HOLTWOOD, Pa. - The century-old dam on the Susquehanna River doesn't look like an energy source of the future.
Weeds sprout out of cracks in the weathered Holtwood Hydroelectric Dam, 12 miles upriver from Maryland. Inside the generating building, antique brass volt meters look like something from Dr. Frankenstein's lab. Water snakes slither across the floor.
Despite the decrepit appearance, a Pennsylvania power company is planning to spend $350 million to build new water-powered turbines next to the dam. The first new hydroelectric power plant in the East in 20 years, it would double the dam's electrical output, providing another 100,000 homes in the region with pollution-free electricity, according to the company.
At a time when utilities are looking to generate more power without global-warming pollution, some point to the PPL Corp.'s Holtwood project as a good example of going back to the future.
"Hydropower has been nearly forgotten, but it's a great source of electricity because it's completely emission-free and combustion-free generation," said Douglas Hall, manager of the water energy program at the U.S. Department of Energy's Idaho National Laboratory.
Increasing the efficiency of old plants can create more juice to meet rising demand, Hall and others say. Across the country, power companies are upgrading generators in 23 dams in Idaho, Kentucky and California, among other places.
Hydroelectric dams were the original source of electricity for many of America's cities a century ago. As late as the 1940s, 40 percent of the electricity in the U.S. was generated by water pushing wheels and spinning turbines.

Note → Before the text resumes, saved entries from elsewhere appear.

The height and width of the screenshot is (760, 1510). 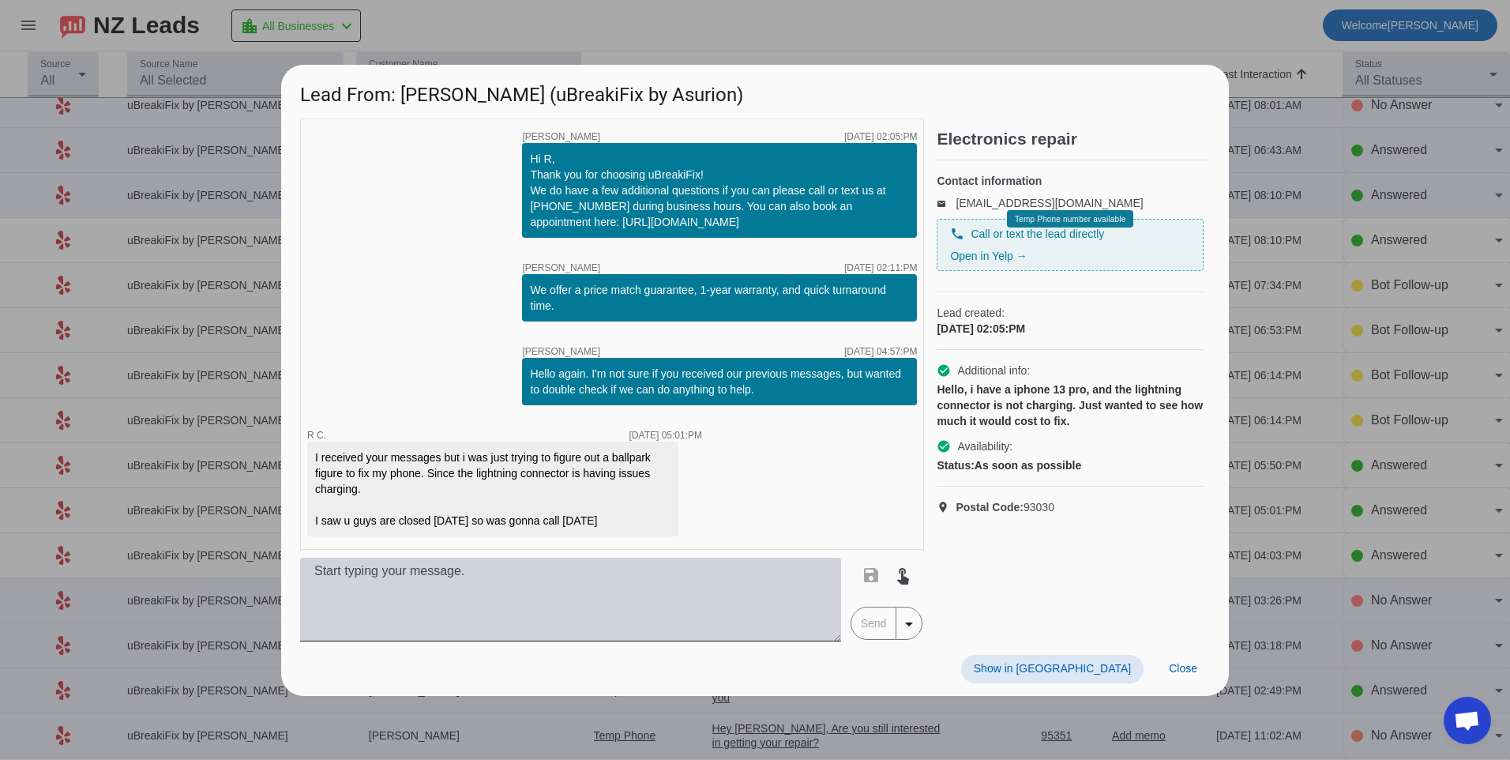 What do you see at coordinates (719, 298) in the screenshot?
I see `div: We offer a price match guarantee, 1-year warranty, and quick turnaround time.​` at bounding box center [719, 298].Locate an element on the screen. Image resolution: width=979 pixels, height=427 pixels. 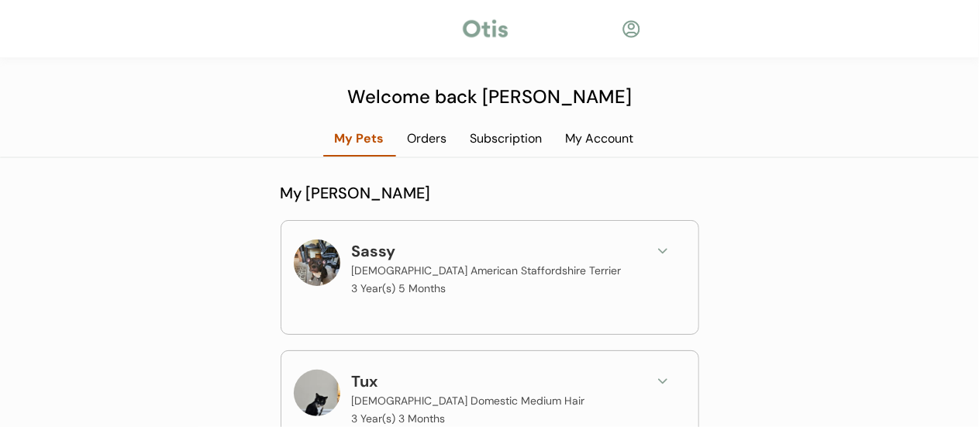
div: Tux is located at coordinates (380, 381).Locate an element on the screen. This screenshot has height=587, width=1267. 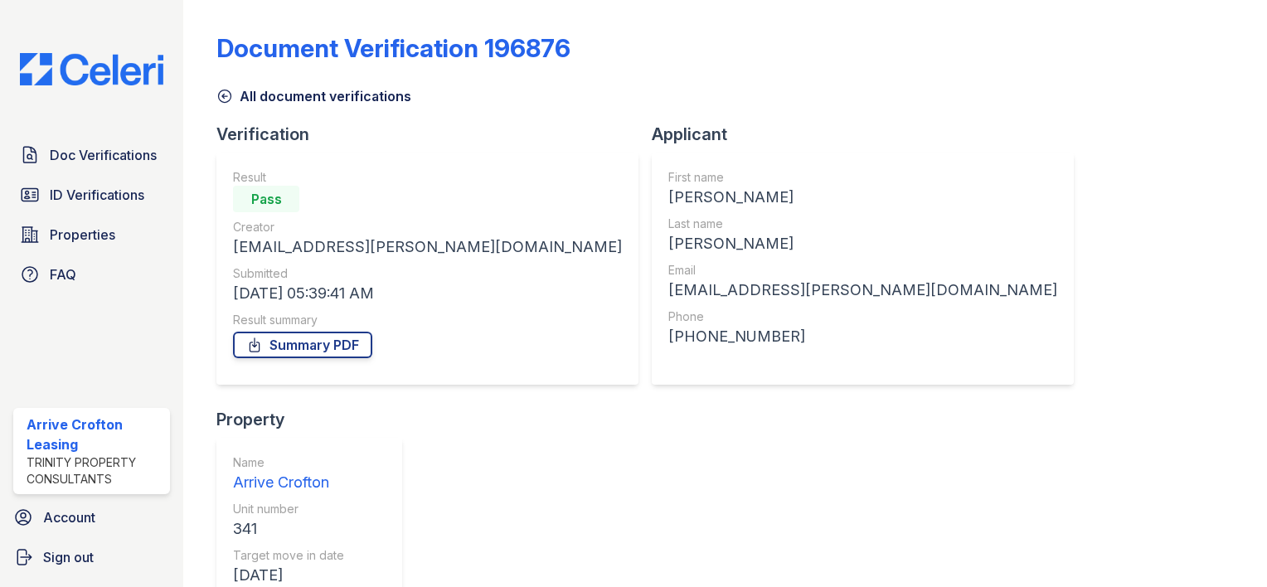
button: Sign out is located at coordinates (91, 557).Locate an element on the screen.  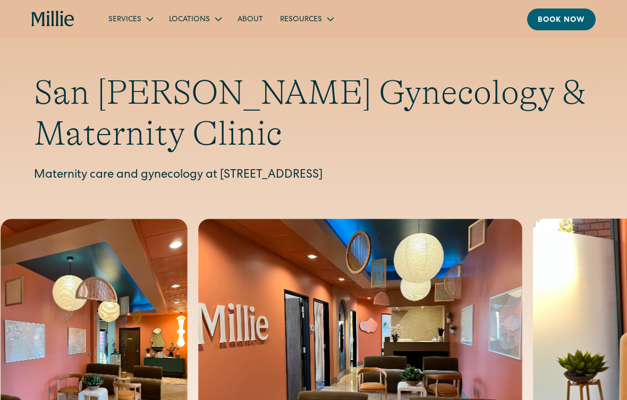
a: Book now is located at coordinates (561, 19).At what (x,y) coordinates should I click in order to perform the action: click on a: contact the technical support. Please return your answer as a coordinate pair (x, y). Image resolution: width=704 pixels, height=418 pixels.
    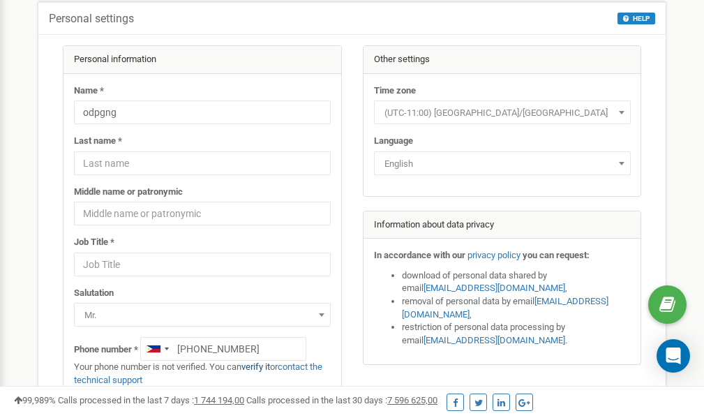
    Looking at the image, I should click on (198, 373).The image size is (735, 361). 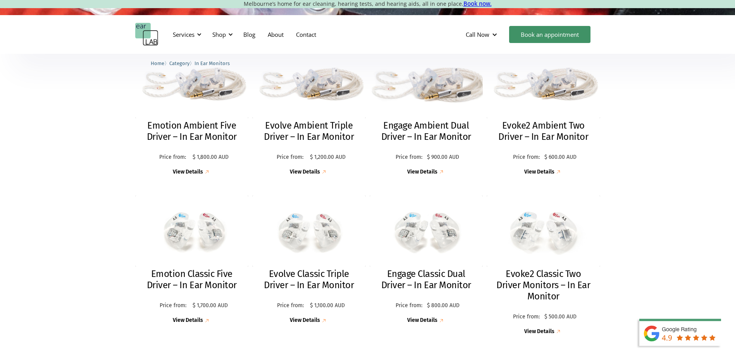 I want to click on a: Engage Ambient Dual Driver – In Ear MonitorEngage Ambient Dual Driver – In Ear MonitorPrice from:..., so click(x=426, y=109).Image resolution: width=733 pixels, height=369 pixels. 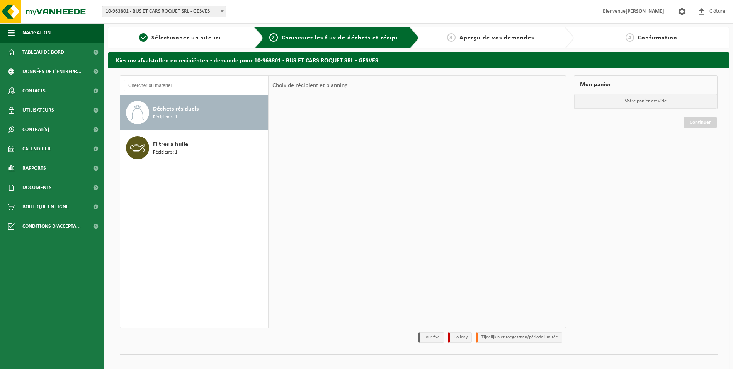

But the technology was neglected for decades after World War II as coal-burning plants took over the dominant role in generating America's electricity.
America today gets 7 percent of its electricity from hydroelectric power, and this could rise to perhaps 11 percent by simply adding more and better generators to existing dams, Hall estimated. That would mean more clean energy without blocking additional rivers or flooding more valleys - major environmental drawbacks that halted most major construction of dams in the U.S. by the 1950s.
About 79,000 dams are scattered across the U.S., many dating to grain mills of the 19th century. Only 2,400 of these dams have hydroelectric generators built into them. Adding more turbines to the existing dams could add as much as 37,000 megawatts of power, Hall said. That's enough electricity to light up 27 million homes.